• U.S.

Art: Handy Holbein

3 minute read
TIME

For many years at his country home at Lake Hopatcong, N. J. Funnyman Joe Cook has been assembling at great expense safety pins, collar buttons, unset stones, Japanese netsukes, miniature bibles, bathtub faucets, tin soldiers, perfume bottles, ball bearings, for his celebrated collection of objects ”no larger than a man’s hand.” An object which qualified for the Cook collection appeared in New York’s art mart last week, a 16th Century portrait four and one-half inches in diameter. Comedian Cook is an unlikely purchaser, however, for the picture is the only authenticated self-portrait in oils of Hans Holbein the Younger, was last valued at $100,000 and is held for much more than that by the firm of Elkan & Abraham Silberman.

The name Holbein in the Anglo-Saxon world immediately suggests the chunky, bearded younger Hans, favorite portraitist of Henry VIII and immortalizer of Tudor aristocracy. Actually there were four famed German Holbeins: Hans the father, Uncle Sigismund, Brothers Hans and Ambrosius. All of them were famed painters, would have left a deep mark on the history of painting if young Hans had never thought of going to England.

As an apprentice in Basle young Holbein found a friend and patron in the great Theologian Erasmus whom he painted many times. The younger Holbein made a name for himself in Basle. Came the depression of the 1520’s, however, and Erasmus sent him packing off to England with a letter of introduction to Sir Thomas More (Utopia). Holbein’s first series of English portraits were not of court celebrities but of the scholars of More’s circle.

Back in Switzerland in 1528 he swanked it about Basle in furs and velvets, bought a fine house for his wife and family, then returned to England in 1530. As far as is known it was the Tudor tycoon Thomas Cromwell (whose portrait by Holbein now hangs in Manhattan’s Frick Gallery) who first introduced this skillful German to bluff King Hal. Henry took to Holbein immediately, made him his court painter in 1537, trusted him sufficiently to send him to Duren in 1539 to paint a reportorial portrait of Anne of Cleves whom Henry was thinking of making his fourth wife.

In 1542 Hans Holbein took time off from his royal work to find a piece of board no bigger than a man’s hand, paint his own picture on it to send to his family in Basle. Year later he died of the plague in London.

The little self-portrait remained in the Holbein family for generations, was not known to the world of art until 1930 when Art Expert Dr. Paul Ganz cleaned it, published its photograph in a magazine. Since then museums and private collectors in a dozen countries have been anxious for it. The only other absolutely authentic Holbein self-portrait is a watercolor in the Uffizi Gallery in Florence.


_WHAT IS EXPECTED_.
Copy out each entry below verbatim, skipping the images.

_RECORDS SHOWN_.
-=-=-

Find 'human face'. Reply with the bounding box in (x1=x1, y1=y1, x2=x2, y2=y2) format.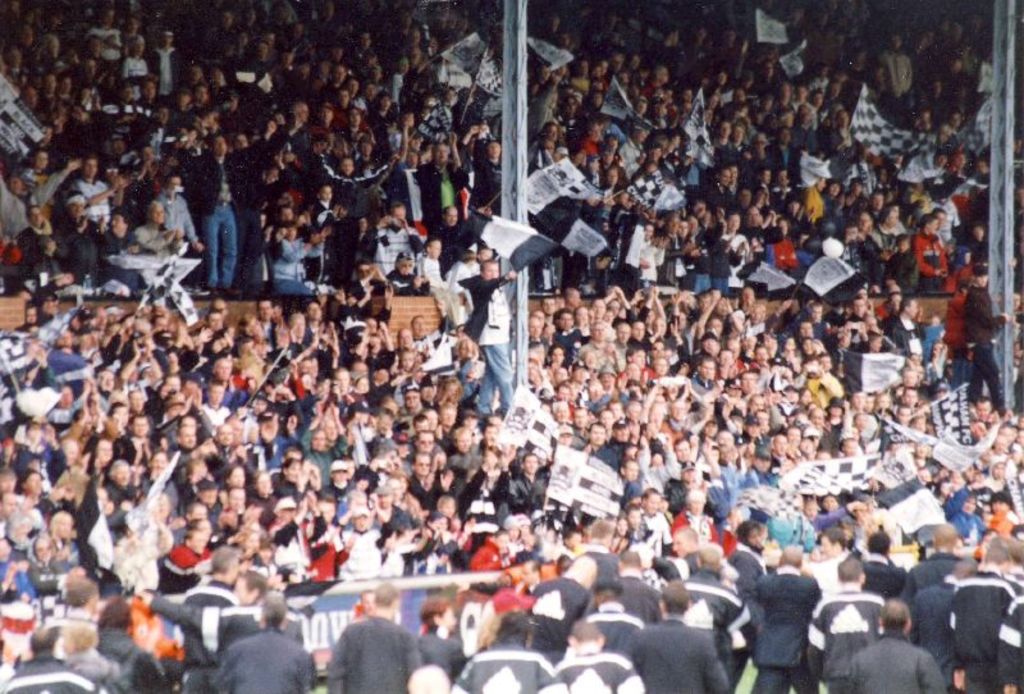
(x1=104, y1=371, x2=118, y2=389).
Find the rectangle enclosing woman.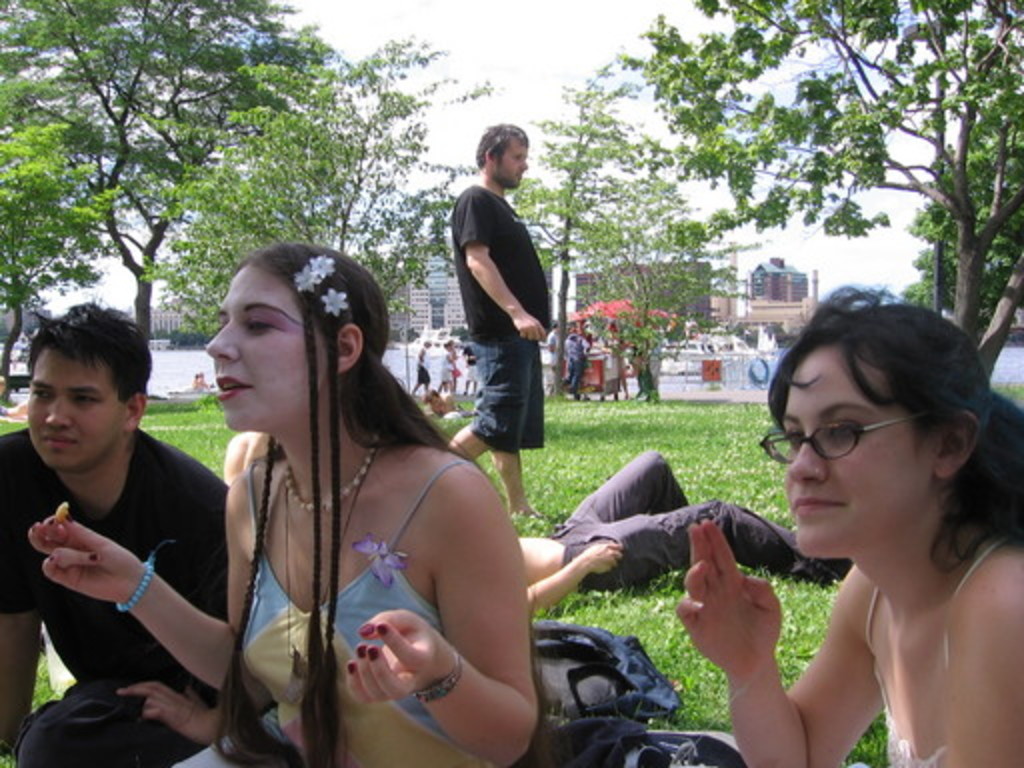
bbox=[724, 282, 1023, 767].
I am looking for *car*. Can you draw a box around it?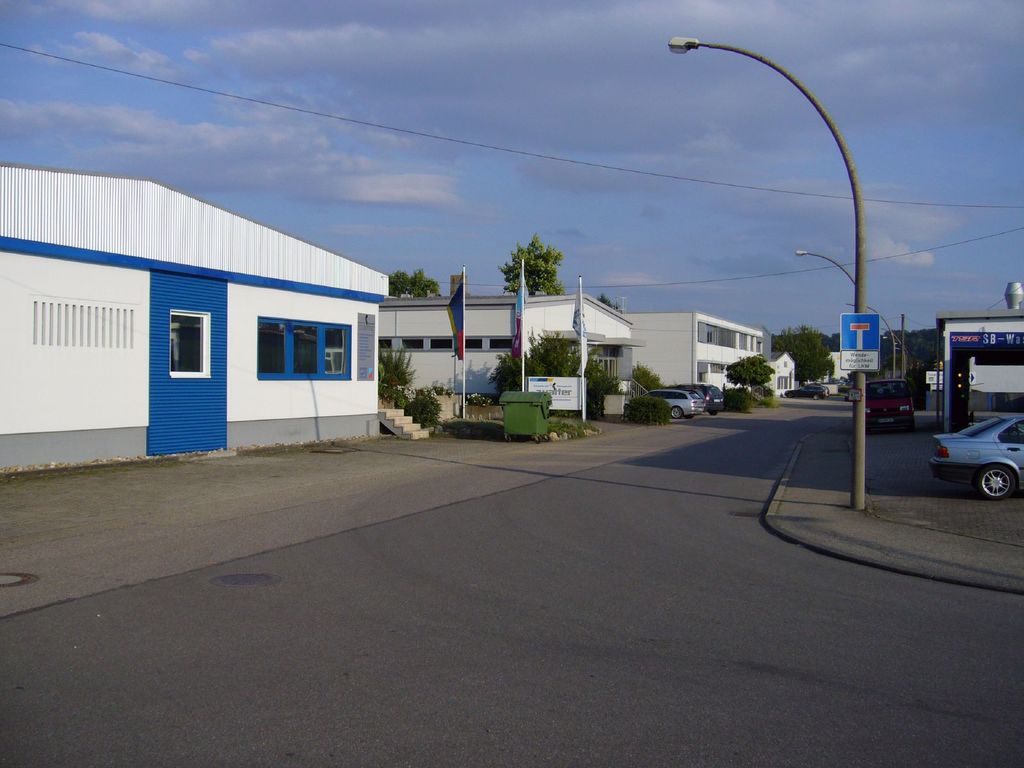
Sure, the bounding box is {"x1": 692, "y1": 381, "x2": 724, "y2": 416}.
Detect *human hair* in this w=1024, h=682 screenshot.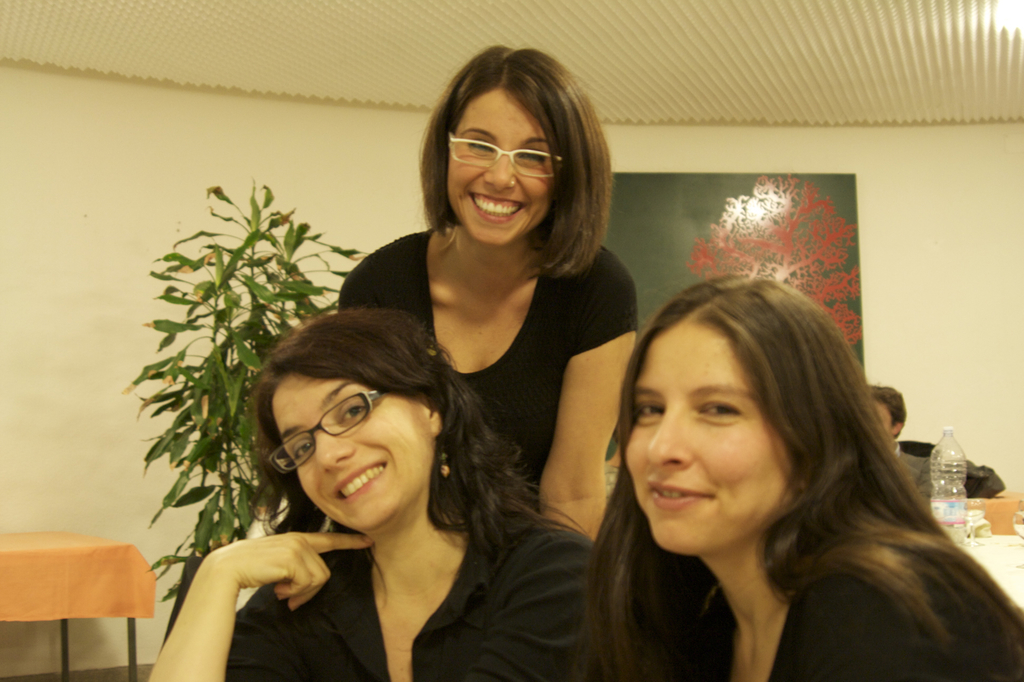
Detection: <bbox>246, 313, 580, 597</bbox>.
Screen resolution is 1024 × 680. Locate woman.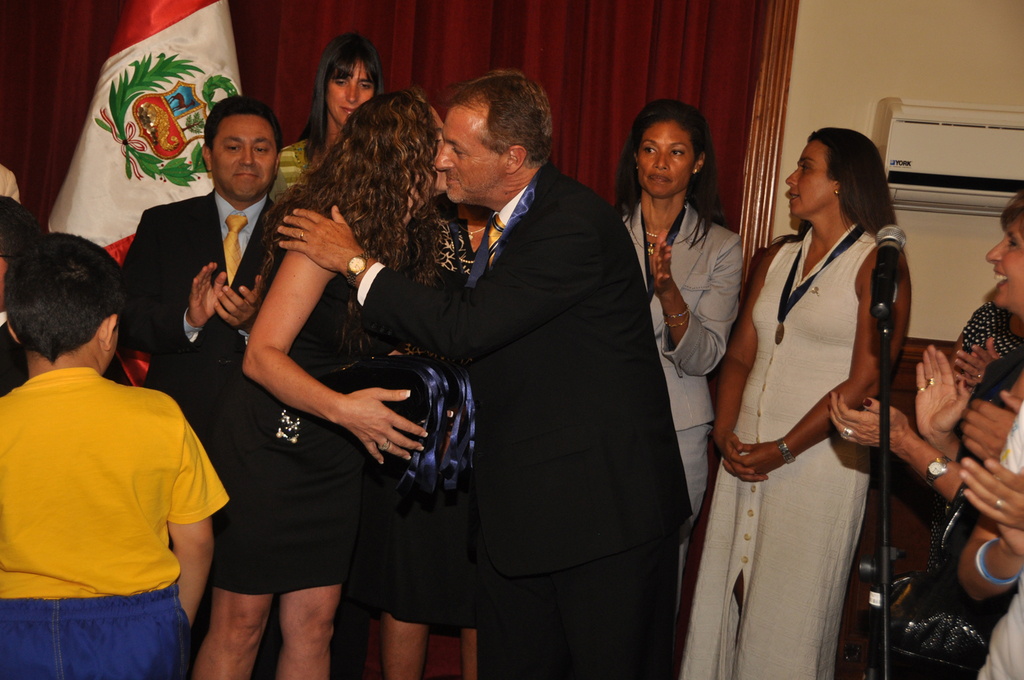
select_region(614, 94, 735, 576).
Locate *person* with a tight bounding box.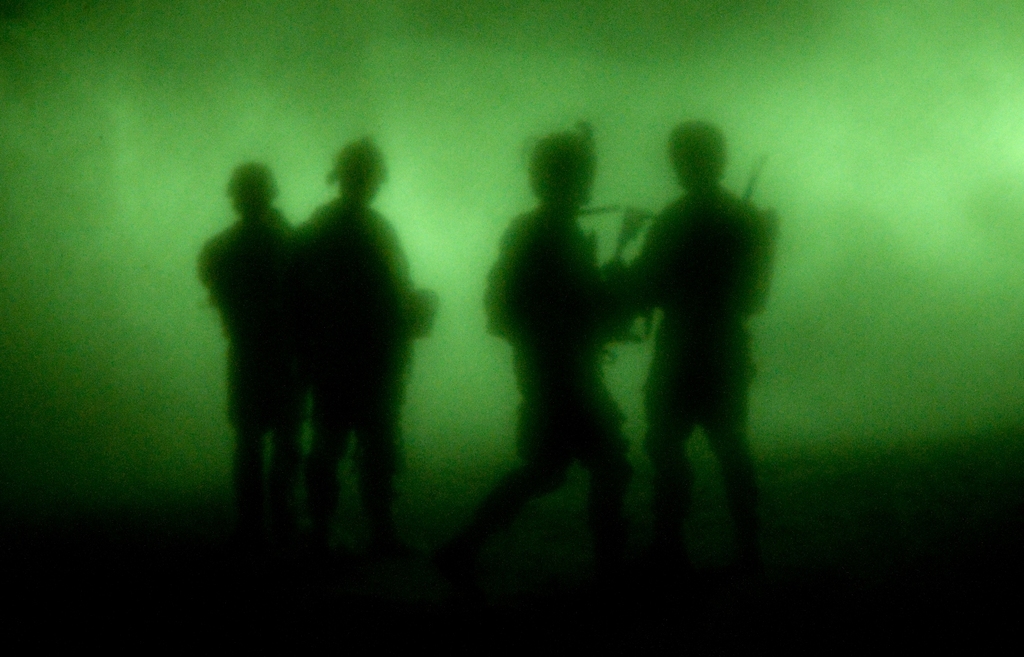
BBox(291, 128, 443, 559).
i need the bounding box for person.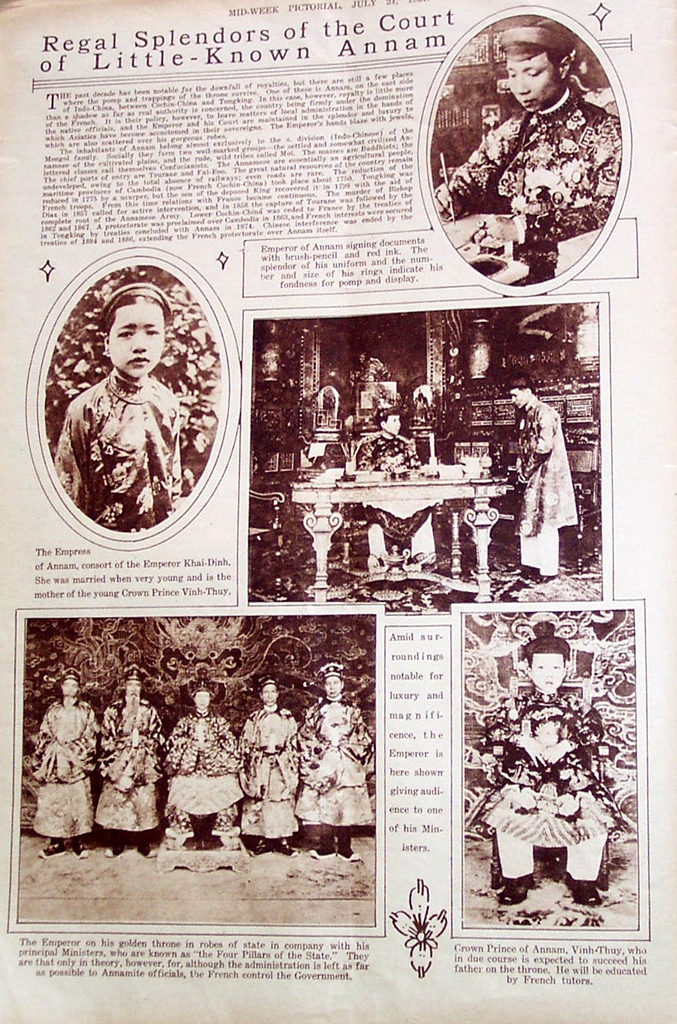
Here it is: bbox(33, 665, 106, 855).
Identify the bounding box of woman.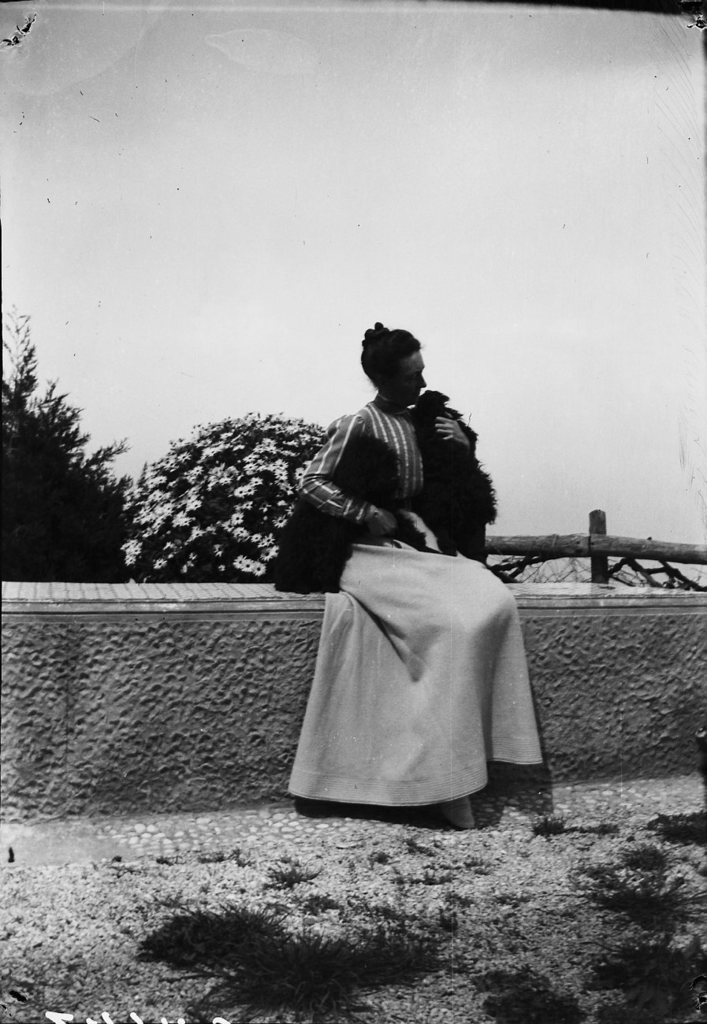
bbox(273, 343, 523, 828).
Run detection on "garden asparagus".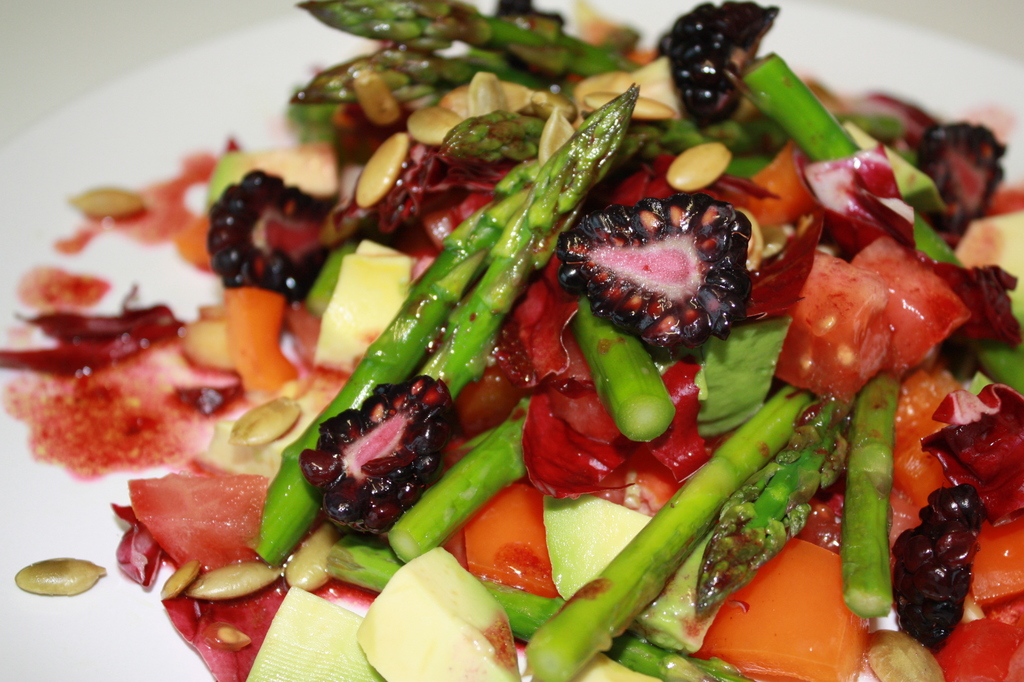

-=-=-

_OUTPUT_.
Find 'human face'. Reply with the bounding box in (x1=x1, y1=y1, x2=x2, y2=y2) format.
(x1=104, y1=371, x2=118, y2=389).
Find the rectangle enclosing woman.
bbox=[724, 282, 1023, 767].
I am looking for *car*. Can you draw a box around it?
Sure, the bounding box is {"x1": 692, "y1": 381, "x2": 724, "y2": 416}.
Detect *human hair* in this w=1024, h=682 screenshot.
Detection: <bbox>246, 313, 580, 597</bbox>.
Screen resolution is 1024 × 680. Locate woman.
select_region(614, 94, 735, 576).
Locate *person* with a tight bounding box.
BBox(291, 128, 443, 559).
i need the bounding box for person.
Here it is: bbox(33, 665, 106, 855).
Identify the bounding box of woman.
bbox(273, 343, 523, 828).
Run detection on "garden asparagus".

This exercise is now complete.